One way collision tile with Tiled and Godot


This is DeadBox . With it we want to explore the design and the development of a platform game in GodotEngine.

Today we are going to talk about one-way collision boxes. Here is an example of our little hero jumping on platforms with a one-way collision:


Example of DeadBox jumping on and off one-way collision tiles

I see lots of tutorial that explain how to manually add a box and a CollisionShape2D directly from Godot. But I haven’t seen anything on Tiled.

The maps in our games are made in Tiled. This allows us to build them in a easy way, and use all the fantastic features that Tiled has to offer. In another article we posted something about our tileset setup, check it out here.

Below there is an image that shows our rules.tmx file. You can see the top left image showing the mapping layers:

  • harmful: layer for the elements of the map that hurt the player
  • solid: layer for the collision elements, like wall, floor, ceiling, platform
  • bouncy: layer that allows the player to bounce when stepping on it (to be implemented yet)
  • water: layer object for the water tiles (more about it in a future post)
  • jumpthrough: layer that will identify the one-way platform
  • regions: layer that allows the automapping for Tiled
  • art: layer that identifies our own tileset

In order to better understand the automapping, I suggest to read the docs.


Mapping layers


Properties of a one-way collision tile. As you can see the ID is 122.

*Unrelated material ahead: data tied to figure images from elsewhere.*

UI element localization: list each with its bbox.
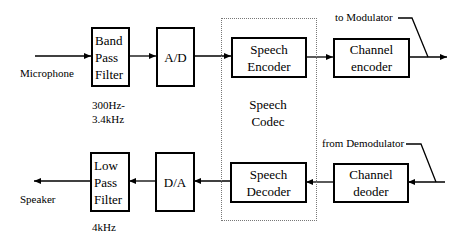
low-pass-filter-block: Low Pass Filter [90,152,130,212]
encoder-line-2: Encoder [247,58,290,75]
decoder-line-1: Speech [250,166,288,183]
from-demodulator-leader [406,144,436,182]
channel-decoder-line-1: Channel [349,166,392,183]
codec-line-2: Codec [228,113,308,130]
da-converter-block: D/A [155,152,195,212]
ad-converter-block: A/D [156,27,195,87]
microphone-label: Microphone [20,67,74,79]
lpf-line-2: Pass [94,174,117,191]
channel-encoder-line-1: Channel [350,41,393,58]
da-label: D/A [164,174,186,191]
lpf-line-1: Low [94,157,118,174]
channel-encoder-line-2: encoder [351,58,392,75]
channel-decoder-block: Channel deoder [333,163,409,203]
from-demodulator-label: from Demodulator [322,137,404,149]
ad-label: A/D [164,49,186,66]
bpf-line-2: Pass [95,49,118,66]
bpf-note-line-2: 3.4kHz [92,112,125,126]
speech-decoder-block: Speech Decoder [230,162,307,203]
channel-encoder-block: Channel encoder [333,38,410,78]
channel-decoder-line-2: deoder [353,183,388,200]
bpf-line-3: Filter [95,66,123,83]
bpf-note-line-1: 300Hz- [92,98,125,112]
to-modulator-label: to Modulator [335,11,393,23]
speech-codec-label: Speech Codec [228,96,308,130]
codec-line-1: Speech [228,96,308,113]
lpf-line-3: Filter [94,191,122,208]
band-pass-filter-block: Band Pass Filter [91,27,130,87]
encoder-line-1: Speech [250,41,288,58]
bpf-cutoff-note: 300Hz- 3.4kHz [92,98,125,126]
speaker-label: Speaker [20,193,55,205]
speech-encoder-block: Speech Encoder [231,37,307,78]
lpf-cutoff-note: 4kHz [92,221,116,233]
decoder-line-2: Decoder [246,183,290,200]
bpf-line-1: Band [95,32,122,49]
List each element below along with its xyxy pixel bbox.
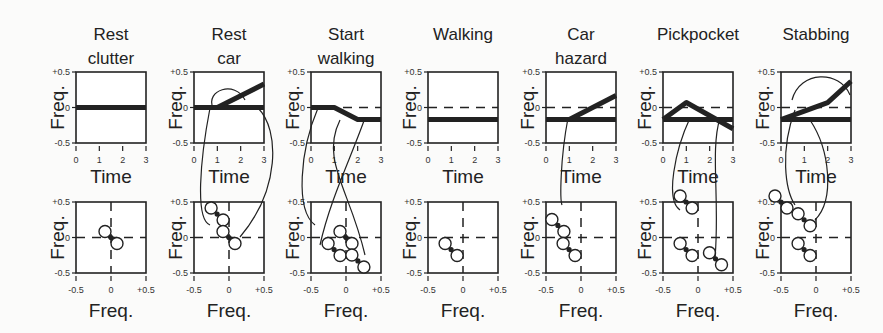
y-tick-label: -0.5: [406, 138, 422, 148]
y-tick-label: -0.5: [524, 268, 540, 278]
y-tick-label: -0.5: [641, 268, 657, 278]
panel-title-line1: Rest: [94, 25, 129, 44]
freq-freq-plot: +0.50-0.5-0.50+0.5Freq.Freq.: [517, 197, 625, 321]
x-axis-label: Time: [677, 166, 719, 187]
x-tick-label: 0: [308, 155, 313, 165]
time-freq-plot: +0.50-0.50123TimeFreq.: [399, 67, 501, 187]
x-tick-label: -0.5: [538, 285, 554, 295]
time-freq-plot: +0.50-0.50123TimeFreq.: [47, 67, 149, 187]
y-axis-label: Freq.: [752, 215, 773, 259]
x-tick-label: 2: [590, 155, 595, 165]
cluster-center-dot: [778, 199, 783, 204]
x-axis-label: Freq.: [559, 300, 603, 321]
x-tick-label: +0.5: [607, 285, 625, 295]
cluster-center-dot: [684, 247, 689, 252]
x-tick-label: 0: [778, 155, 783, 165]
x-tick-label: 2: [472, 155, 477, 165]
y-tick-label: -0.5: [289, 268, 305, 278]
freq-freq-plot: +0.50-0.5-0.50+0.5Freq.Freq.: [634, 190, 742, 321]
x-tick-label: 0: [460, 285, 465, 295]
x-tick-label: 2: [120, 155, 125, 165]
cluster-center-dot: [226, 235, 231, 240]
y-tick-label: -0.5: [524, 138, 540, 148]
y-tick-label: +0.5: [404, 197, 422, 207]
panel-0: Restclutter+0.50-0.50123TimeFreq.+0.50-0…: [47, 25, 155, 321]
x-tick-label: 1: [449, 155, 454, 165]
x-tick-label: 0: [543, 155, 548, 165]
y-axis-label: Freq.: [165, 215, 186, 259]
x-tick-label: 0: [226, 285, 231, 295]
x-tick-label: +0.5: [255, 285, 273, 295]
panel-6: Stabbing+0.50-0.50123TimeFreq.+0.50-0.5-…: [752, 25, 860, 321]
panel-title-line2: clutter: [88, 49, 135, 68]
x-tick-label: 1: [567, 155, 572, 165]
y-tick-label: +0.5: [287, 67, 305, 77]
figure: Restclutter+0.50-0.50123TimeFreq.+0.50-0…: [0, 0, 883, 333]
cluster-center-dot: [802, 247, 807, 252]
x-tick-label: 3: [495, 155, 500, 165]
x-tick-label: +0.5: [137, 285, 155, 295]
y-tick-label: -0.5: [759, 268, 775, 278]
x-tick-label: 2: [707, 155, 712, 165]
y-tick-label: -0.5: [172, 268, 188, 278]
panel-title-line1: Car: [567, 25, 595, 44]
x-tick-label: 0: [191, 155, 196, 165]
x-axis-label: Freq.: [794, 300, 838, 321]
freq-freq-plot: +0.50-0.5-0.50+0.5Freq.Freq.: [752, 190, 860, 321]
y-tick-label: +0.5: [757, 67, 775, 77]
x-tick-label: 2: [238, 155, 243, 165]
y-tick-label: +0.5: [52, 197, 70, 207]
y-axis-label: Freq.: [752, 85, 773, 129]
cluster-center-dot: [215, 211, 220, 216]
cluster-center-dot: [343, 235, 348, 240]
panel-title-line1: Stabbing: [782, 25, 849, 44]
panel-title-line2: hazard: [555, 49, 607, 68]
y-axis-label: Freq.: [399, 85, 420, 129]
x-axis-label: Freq.: [89, 300, 133, 321]
cluster-center-dot: [802, 217, 807, 222]
y-tick-label: +0.5: [639, 67, 657, 77]
time-freq-plot: +0.50-0.50123TimeFreq.: [282, 67, 384, 187]
x-axis-label: Time: [442, 166, 484, 187]
panel-5: Pickpocket+0.50-0.50123TimeFreq.+0.50-0.…: [634, 25, 742, 321]
x-tick-label: 0: [578, 285, 583, 295]
x-axis-label: Freq.: [441, 300, 485, 321]
x-tick-label: -0.5: [303, 285, 319, 295]
y-tick-label: -0.5: [54, 268, 70, 278]
x-tick-label: +0.5: [489, 285, 507, 295]
freq-freq-plot: +0.50-0.5-0.50+0.5Freq.Freq.: [165, 197, 273, 321]
time-freq-plot: +0.50-0.50123TimeFreq.: [517, 67, 619, 187]
panel-title-line1: Start: [328, 25, 364, 44]
freq-freq-plot: +0.50-0.5-0.50+0.5Freq.Freq.: [282, 197, 390, 321]
x-tick-label: 0: [695, 285, 700, 295]
time-freq-plot: +0.50-0.50123TimeFreq.: [634, 67, 736, 187]
x-tick-label: 3: [730, 155, 735, 165]
x-tick-label: 1: [802, 155, 807, 165]
cluster-center-dot: [567, 247, 572, 252]
y-tick-label: -0.5: [406, 268, 422, 278]
y-axis-label: Freq.: [282, 215, 303, 259]
x-tick-label: 1: [215, 155, 220, 165]
y-axis-label: Freq.: [47, 215, 68, 259]
y-tick-label: +0.5: [170, 197, 188, 207]
x-tick-label: 0: [343, 285, 348, 295]
panel-4: Carhazard+0.50-0.50123TimeFreq.+0.50-0.5…: [517, 25, 625, 321]
cluster-center-dot: [108, 235, 113, 240]
y-axis-label: Freq.: [634, 85, 655, 129]
x-axis-label: Time: [325, 166, 367, 187]
x-tick-label: 0: [425, 155, 430, 165]
y-tick-label: -0.5: [54, 138, 70, 148]
panel-title-line2: walking: [317, 49, 375, 68]
y-tick-label: +0.5: [170, 67, 188, 77]
y-tick-label: +0.5: [639, 197, 657, 207]
y-tick-label: -0.5: [641, 138, 657, 148]
freq-freq-plot: +0.50-0.5-0.50+0.5Freq.Freq.: [399, 197, 507, 321]
y-axis-label: Freq.: [634, 215, 655, 259]
time-freq-plot: +0.50-0.50123TimeFreq.: [165, 67, 267, 187]
cluster-center-dot: [332, 247, 337, 252]
x-tick-label: -0.5: [773, 285, 789, 295]
panel-1: Restcar+0.50-0.50123TimeFreq.+0.50-0.5-0…: [165, 25, 273, 321]
cluster-center-dot: [449, 247, 454, 252]
x-axis-label: Freq.: [324, 300, 368, 321]
y-axis-label: Freq.: [47, 85, 68, 129]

Tile that will map our main layer ("art")

In the first picure we can see the properties of the abovementioned tile. We need to know its ID, in order to let Godot know what is the tile to which apply the undocumented function tile_set.tile_set_shape_one_way. The function allows us to set, via code,  a CollisionShape2D node to one-way collision mode (the same as checking the box “One Way Collision” in Godot UI).

After having the tilemap imported we need to find the proper layer and put the right CollisionShape to it. Unfortunately for us, the script doesn’t allow,  yet, handling types of tiles in a better way than we did it. A big shout out to the developer of this incredible plugin. Hopefully the 3.1 version will be released soon enough, as stated here in this issue.

We adopted this workaround: on the gdscript of the root node World we add the following script:

# World.gd
# enable one-ways collision in jumpthrough layer
var jtl = map.get_node('jumpthrough')
if jtl:  # workaround - waiting for a better implementation in godot-tiled-importer
# reference: <a href="https://github.com/vnen/godot-tiled-importer/issues/37
">https://github.com/vnen/godot-tiled-importer/issues/37
</a>  jtl.tile_set.tile_set_shape_one_way(123, 0, true)  

#123 here is the ID of the current tile into the tileset. For some reason the imported tileset starts counting the IDs from 1 instead of 0.

#0 is the CollisionShape associated to that tile in the tileset.

This workaround is not stable because there is no way to find out the index of the CollisionShape that the plugin gives to the tile when importing the tilemap. That might change if you reimport it with a new map.

We might be wrong about the automapping and setting the right properties, let us know with a comment down below. We would like to know if there is anoter or a better way.